I've thought a lot about story and my love of it and fear if it and feelings of not understanding it and wanting to understand it. I've often felt intimidated or confused when film makers say that they're storytellers. "I'm a storyteller. I tell visual stories. I just love stories."
I do too. Don't get me wrong. I love movies and stories of every type. Something about the way my mind interprets the world I haven't always know what story is made up of. All the "plot points" all the "beats" the "act one-two-three" and don't get me started with the "point of no return". It's all tools and words and systems that have been confusing to me. I've read the books. "Screenplay" by Syd Field. "Story" by Robert McKee. "Three Uses of a Knife" by David Mamet. I've really delved and searched. "Poetics" for god's sake. But what does it all mean?
As I've started making these short films - the little 10-30 second ones I've been posting on facebook and Instagram and now cataloging on YouTube - I've had to ask what makes this diffrent from a photograph? How is this not just a picture? Just a portrait of an instant? A long portrait? I don't want to do just a sitting portrait. While nice, I think a photograph does it just as well if not better. So what is needed for it to be a film, and therefor have a story? A narrative?
I came up with these two things.
Hero.
It has to have a single subject. I directed a food photography workshop and the main takeaway I got from the excellent instructors was: choose a hero on the plate. They did a shoot of a bowl of chili and there was some garnish and a nice bowl and a nice table and nice light. But the instructor was very clear and unapologetic about taking about about five beans from the chilli and washing them and looking at them and deciding which was her favorite. Which was the hero? Then she placed those beans back in carefully and angled on the hero. Made sure that as the pictures started rolling the hero was clear.
So, that was back to photography, but it applies. Choose a hero of the story and don't forget who it is.
Now, what's the second thing that's needed?
Change.
Change is the crucial part that makes it an art in time. Tarkovsky - my favorite director - was famous for his long takes. He disagreed with Eisenstien and his theory of montage (editing creates meaning) feeling that deeper understanding of a moment comes from saturation over time during single takes (saturation creates meaning). What this means for him is tons of beautiful long tracking shots through forests, over streams, into the dark shadows of a bedroom as the hero, almost obscured from in the darkness, falls asleep. And into a dream. His memoir/book of essays is called "Sculpting in Time". In this way film is a temporal art. Like music, like dance. It requires duration to experience the change.
So in a single shot he achieves change. Hero, change.
That's what I'm trying to do in my small films. Single shot, hero, change. Even if subtle.
Because here's what it all boils down to, as far as I can tell. A story is the journey of a caterpillar to a butterfly. That's it. That's all I can really see as true. The hero caterpillar her begins the story, and is transformed through time in the unity of space into a hero caterpillar.
And what I love about this butterfly metaphor is that it implies the development into its essential self. Into it's deeper self. It's destiny. It packs in all the humanistic developmental excitement I could want in a single image. Luke Skywalker begins a caterpillar, farm boy who doesn't know what his life means, he ends a Butterfly: master of the force and reclaimer of his family's destiny. The stop light begins red, a caterpillar hero, it turns green: butterfly. A leaf begins frontlit, caterpillar, ends backlit and ecstaticly revealing it's inner composition: butterfly.
I like subtle. I think for me the essential guide is: if this is the caterpillar, when is the butterfly?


TASK INSTRUCTIONS: The entries below contain pictures. Retype everything except those pictures, exactly as given.

SUPPLIED MATERIAL:
# # # # #

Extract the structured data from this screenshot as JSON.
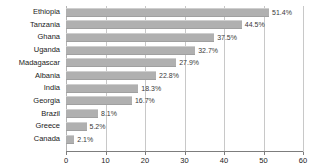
{
  "chart_data": {
    "type": "bar",
    "orientation": "horizontal",
    "title": "",
    "xlabel": "",
    "ylabel": "",
    "xlim": [
      0,
      60
    ],
    "ylim": null,
    "grid": true,
    "legend": false,
    "value_suffix": "%",
    "xticks": [
      0,
      10,
      20,
      30,
      40,
      50,
      60
    ],
    "xtick_labels": [
      "0",
      "10",
      "20",
      "30",
      "40",
      "50",
      "60"
    ],
    "categories": [
      "Ethiopia",
      "Tanzania",
      "Ghana",
      "Uganda",
      "Madagascar",
      "Albania",
      "India",
      "Georgia",
      "Brazil",
      "Greece",
      "Canada"
    ],
    "values": [
      51.4,
      44.5,
      37.5,
      32.7,
      27.9,
      22.8,
      18.3,
      16.7,
      8.1,
      5.2,
      2.1
    ],
    "data_labels": [
      "51.4%",
      "44.5%",
      "37.5%",
      "32.7%",
      "27.9%",
      "22.8%",
      "18.3%",
      "16.7%",
      "8.1%",
      "5.2%",
      "2.1%"
    ],
    "colors": {
      "bar": "#b0b0b0",
      "bar_edge_light": "#cfcfcf",
      "bar_edge_dark": "#a0a0a0",
      "gridline": "#c8c8c8",
      "axis": "#7d7d7d",
      "text": "#1a1a1a",
      "value_text": "#3a3a3a",
      "background": "#ffffff"
    }
  }
}
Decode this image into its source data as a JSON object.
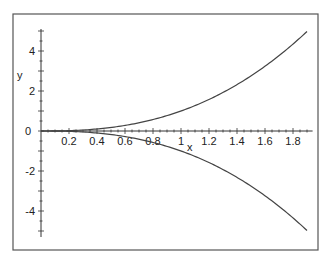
{
  "chart_data": {
    "type": "line",
    "title": "",
    "xlabel": "x",
    "ylabel": "y",
    "xlim": [
      0,
      1.94
    ],
    "ylim": [
      -5.3,
      5.1
    ],
    "x_ticks": [
      0.2,
      0.4,
      0.6,
      0.8,
      1,
      1.2,
      1.4,
      1.6,
      1.8
    ],
    "x_tick_labels": [
      "0.2",
      "0.4",
      "0.6",
      "0.8",
      "1",
      "1.2",
      "1.4",
      "1.6",
      "1.8"
    ],
    "y_ticks": [
      -4,
      -2,
      0,
      2,
      4
    ],
    "y_tick_labels": [
      "-4",
      "-2",
      "0",
      "2",
      "4"
    ],
    "grid": false,
    "legend": null,
    "series": [
      {
        "name": "upper",
        "formula": "y = x^(5/2)",
        "x": [
          0,
          0.2,
          0.4,
          0.6,
          0.8,
          1.0,
          1.2,
          1.4,
          1.6,
          1.8,
          1.9
        ],
        "y": [
          0,
          0.02,
          0.1,
          0.28,
          0.57,
          1.0,
          1.58,
          2.32,
          3.24,
          4.35,
          4.98
        ]
      },
      {
        "name": "lower",
        "formula": "y = -x^(5/2)",
        "x": [
          0,
          0.2,
          0.4,
          0.6,
          0.8,
          1.0,
          1.2,
          1.4,
          1.6,
          1.8,
          1.9
        ],
        "y": [
          0,
          -0.02,
          -0.1,
          -0.28,
          -0.57,
          -1.0,
          -1.58,
          -2.32,
          -3.24,
          -4.35,
          -4.98
        ]
      }
    ]
  },
  "labels": {
    "x_axis": "x",
    "y_axis": "y"
  }
}
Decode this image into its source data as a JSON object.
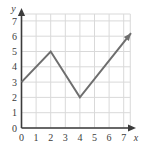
{
  "chart_data": {
    "type": "line",
    "title": "",
    "xlabel": "x",
    "ylabel": "y",
    "xlim": [
      0,
      7.6
    ],
    "ylim": [
      0,
      7.4
    ],
    "xticks": [
      "0",
      "1",
      "2",
      "3",
      "4",
      "5",
      "6",
      "7"
    ],
    "yticks": [
      "0",
      "1",
      "2",
      "3",
      "4",
      "5",
      "6",
      "7"
    ],
    "xtick_values": [
      0,
      1,
      2,
      3,
      4,
      5,
      6,
      7
    ],
    "ytick_values": [
      0,
      1,
      2,
      3,
      4,
      5,
      6,
      7
    ],
    "grid": true,
    "legend": null,
    "series": [
      {
        "name": "piecewise-linear-graph",
        "x": [
          0,
          2,
          4,
          7.5
        ],
        "y": [
          3,
          5,
          2,
          6.2
        ],
        "arrow_end": true,
        "color": "#6e6e6e"
      }
    ],
    "annotations": [],
    "colors": {
      "line": "#6e6e6e",
      "grid": "#d9d9d9",
      "axis": "#3b3b3b",
      "background": "#ffffff",
      "tick_label": "#3b3b3b"
    }
  },
  "axes": {
    "x_axis_label": "x",
    "y_axis_label": "y"
  }
}
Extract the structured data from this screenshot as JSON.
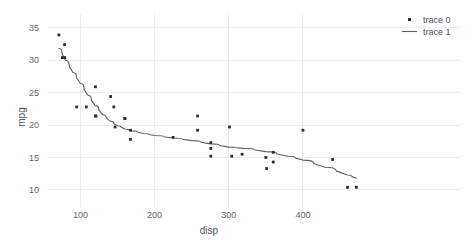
{
  "chart_data": {
    "type": "scatter",
    "title": "",
    "xlabel": "disp",
    "ylabel": "mpg",
    "xlim": [
      55,
      485
    ],
    "ylim": [
      8.6,
      36.2
    ],
    "xticks": [
      100,
      200,
      300,
      400
    ],
    "yticks": [
      10,
      15,
      20,
      25,
      30,
      35
    ],
    "grid": true,
    "legend_position": "top-right",
    "background": "#ffffff",
    "gridcolor": "#eaeef2",
    "marker_color": "#2a2f36",
    "line_color": "#5a6068",
    "series": [
      {
        "name": "trace 0",
        "mode": "markers",
        "x": [
          71.1,
          75.7,
          78.7,
          79.0,
          95.1,
          108.0,
          120.1,
          120.3,
          121.0,
          140.8,
          145.0,
          146.7,
          160.0,
          160.0,
          167.6,
          167.6,
          225.0,
          258.0,
          258.0,
          275.8,
          275.8,
          275.8,
          301.0,
          304.0,
          318.0,
          350.0,
          351.0,
          360.0,
          360.0,
          400.0,
          440.0,
          460.0,
          472.0
        ],
        "y": [
          33.9,
          30.4,
          32.4,
          30.4,
          22.8,
          22.8,
          21.4,
          25.9,
          21.4,
          24.4,
          22.8,
          19.7,
          21.0,
          21.0,
          19.2,
          17.8,
          18.1,
          21.4,
          19.2,
          17.3,
          16.4,
          15.2,
          19.7,
          15.2,
          15.5,
          15.0,
          13.3,
          14.3,
          15.8,
          19.2,
          14.7,
          10.4,
          10.4
        ]
      },
      {
        "name": "trace 1",
        "mode": "lines",
        "x": [
          71,
          80,
          90,
          100,
          110,
          120,
          130,
          140,
          150,
          160,
          170,
          185,
          200,
          225,
          250,
          275,
          300,
          320,
          350,
          380,
          400,
          430,
          460,
          472
        ],
        "y": [
          31.8,
          30.0,
          28.1,
          26.4,
          24.6,
          23.0,
          21.6,
          20.6,
          19.9,
          19.4,
          19.1,
          18.7,
          18.4,
          18.0,
          17.6,
          17.1,
          16.6,
          16.4,
          15.9,
          15.2,
          14.6,
          13.5,
          12.3,
          11.8
        ]
      }
    ],
    "legend": [
      {
        "label": "trace 0",
        "type": "marker",
        "color": "#2a2f36"
      },
      {
        "label": "trace 1",
        "type": "line",
        "color": "#5a6068"
      }
    ]
  }
}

# # # # #

PROBLEM SOLUTION:
Extract the structured data from this screenshot as JSON.
{
  "chart_data": {
    "type": "bar",
    "orientation": "horizontal",
    "title": "",
    "xlabel": "",
    "ylabel": "",
    "xlim": [
      0,
      60
    ],
    "ylim": null,
    "grid": true,
    "legend": false,
    "value_suffix": "%",
    "xticks": [
      0,
      10,
      20,
      30,
      40,
      50,
      60
    ],
    "xtick_labels": [
      "0",
      "10",
      "20",
      "30",
      "40",
      "50",
      "60"
    ],
    "categories": [
      "Ethiopia",
      "Tanzania",
      "Ghana",
      "Uganda",
      "Madagascar",
      "Albania",
      "India",
      "Georgia",
      "Brazil",
      "Greece",
      "Canada"
    ],
    "values": [
      51.4,
      44.5,
      37.5,
      32.7,
      27.9,
      22.8,
      18.3,
      16.7,
      8.1,
      5.2,
      2.1
    ],
    "data_labels": [
      "51.4%",
      "44.5%",
      "37.5%",
      "32.7%",
      "27.9%",
      "22.8%",
      "18.3%",
      "16.7%",
      "8.1%",
      "5.2%",
      "2.1%"
    ],
    "colors": {
      "bar": "#b0b0b0",
      "bar_edge_light": "#cfcfcf",
      "bar_edge_dark": "#a0a0a0",
      "gridline": "#c8c8c8",
      "axis": "#7d7d7d",
      "text": "#1a1a1a",
      "value_text": "#3a3a3a",
      "background": "#ffffff"
    }
  }
}
Decode this image into its source data as a JSON object.
{
  "chart_data": {
    "type": "line",
    "title": "",
    "xlabel": "x",
    "ylabel": "y",
    "xlim": [
      0,
      1.94
    ],
    "ylim": [
      -5.3,
      5.1
    ],
    "x_ticks": [
      0.2,
      0.4,
      0.6,
      0.8,
      1,
      1.2,
      1.4,
      1.6,
      1.8
    ],
    "x_tick_labels": [
      "0.2",
      "0.4",
      "0.6",
      "0.8",
      "1",
      "1.2",
      "1.4",
      "1.6",
      "1.8"
    ],
    "y_ticks": [
      -4,
      -2,
      0,
      2,
      4
    ],
    "y_tick_labels": [
      "-4",
      "-2",
      "0",
      "2",
      "4"
    ],
    "grid": false,
    "legend": null,
    "series": [
      {
        "name": "upper",
        "formula": "y = x^(5/2)",
        "x": [
          0,
          0.2,
          0.4,
          0.6,
          0.8,
          1.0,
          1.2,
          1.4,
          1.6,
          1.8,
          1.9
        ],
        "y": [
          0,
          0.02,
          0.1,
          0.28,
          0.57,
          1.0,
          1.58,
          2.32,
          3.24,
          4.35,
          4.98
        ]
      },
      {
        "name": "lower",
        "formula": "y = -x^(5/2)",
        "x": [
          0,
          0.2,
          0.4,
          0.6,
          0.8,
          1.0,
          1.2,
          1.4,
          1.6,
          1.8,
          1.9
        ],
        "y": [
          0,
          -0.02,
          -0.1,
          -0.28,
          -0.57,
          -1.0,
          -1.58,
          -2.32,
          -3.24,
          -4.35,
          -4.98
        ]
      }
    ]
  },
  "labels": {
    "x_axis": "x",
    "y_axis": "y"
  }
}
Decode this image into its source data as a JSON object.
{
  "chart_data": {
    "type": "line",
    "title": "",
    "xlabel": "x",
    "ylabel": "y",
    "xlim": [
      0,
      7.6
    ],
    "ylim": [
      0,
      7.4
    ],
    "xticks": [
      "0",
      "1",
      "2",
      "3",
      "4",
      "5",
      "6",
      "7"
    ],
    "yticks": [
      "0",
      "1",
      "2",
      "3",
      "4",
      "5",
      "6",
      "7"
    ],
    "xtick_values": [
      0,
      1,
      2,
      3,
      4,
      5,
      6,
      7
    ],
    "ytick_values": [
      0,
      1,
      2,
      3,
      4,
      5,
      6,
      7
    ],
    "grid": true,
    "legend": null,
    "series": [
      {
        "name": "piecewise-linear-graph",
        "x": [
          0,
          2,
          4,
          7.5
        ],
        "y": [
          3,
          5,
          2,
          6.2
        ],
        "arrow_end": true,
        "color": "#6e6e6e"
      }
    ],
    "annotations": [],
    "colors": {
      "line": "#6e6e6e",
      "grid": "#d9d9d9",
      "axis": "#3b3b3b",
      "background": "#ffffff",
      "tick_label": "#3b3b3b"
    }
  },
  "axes": {
    "x_axis_label": "x",
    "y_axis_label": "y"
  }
}
Extract the structured data from this screenshot as JSON.
{
  "chart_data": {
    "type": "scatter",
    "title": "",
    "xlabel": "disp",
    "ylabel": "mpg",
    "xlim": [
      55,
      485
    ],
    "ylim": [
      8.6,
      36.2
    ],
    "xticks": [
      100,
      200,
      300,
      400
    ],
    "yticks": [
      10,
      15,
      20,
      25,
      30,
      35
    ],
    "grid": true,
    "legend_position": "top-right",
    "background": "#ffffff",
    "gridcolor": "#eaeef2",
    "marker_color": "#2a2f36",
    "line_color": "#5a6068",
    "series": [
      {
        "name": "trace 0",
        "mode": "markers",
        "x": [
          71.1,
          75.7,
          78.7,
          79.0,
          95.1,
          108.0,
          120.1,
          120.3,
          121.0,
          140.8,
          145.0,
          146.7,
          160.0,
          160.0,
          167.6,
          167.6,
          225.0,
          258.0,
          258.0,
          275.8,
          275.8,
          275.8,
          301.0,
          304.0,
          318.0,
          350.0,
          351.0,
          360.0,
          360.0,
          400.0,
          440.0,
          460.0,
          472.0
        ],
        "y": [
          33.9,
          30.4,
          32.4,
          30.4,
          22.8,
          22.8,
          21.4,
          25.9,
          21.4,
          24.4,
          22.8,
          19.7,
          21.0,
          21.0,
          19.2,
          17.8,
          18.1,
          21.4,
          19.2,
          17.3,
          16.4,
          15.2,
          19.7,
          15.2,
          15.5,
          15.0,
          13.3,
          14.3,
          15.8,
          19.2,
          14.7,
          10.4,
          10.4
        ]
      },
      {
        "name": "trace 1",
        "mode": "lines",
        "x": [
          71,
          80,
          90,
          100,
          110,
          120,
          130,
          140,
          150,
          160,
          170,
          185,
          200,
          225,
          250,
          275,
          300,
          320,
          350,
          380,
          400,
          430,
          460,
          472
        ],
        "y": [
          31.8,
          30.0,
          28.1,
          26.4,
          24.6,
          23.0,
          21.6,
          20.6,
          19.9,
          19.4,
          19.1,
          18.7,
          18.4,
          18.0,
          17.6,
          17.1,
          16.6,
          16.4,
          15.9,
          15.2,
          14.6,
          13.5,
          12.3,
          11.8
        ]
      }
    ],
    "legend": [
      {
        "label": "trace 0",
        "type": "marker",
        "color": "#2a2f36"
      },
      {
        "label": "trace 1",
        "type": "line",
        "color": "#5a6068"
      }
    ]
  }
}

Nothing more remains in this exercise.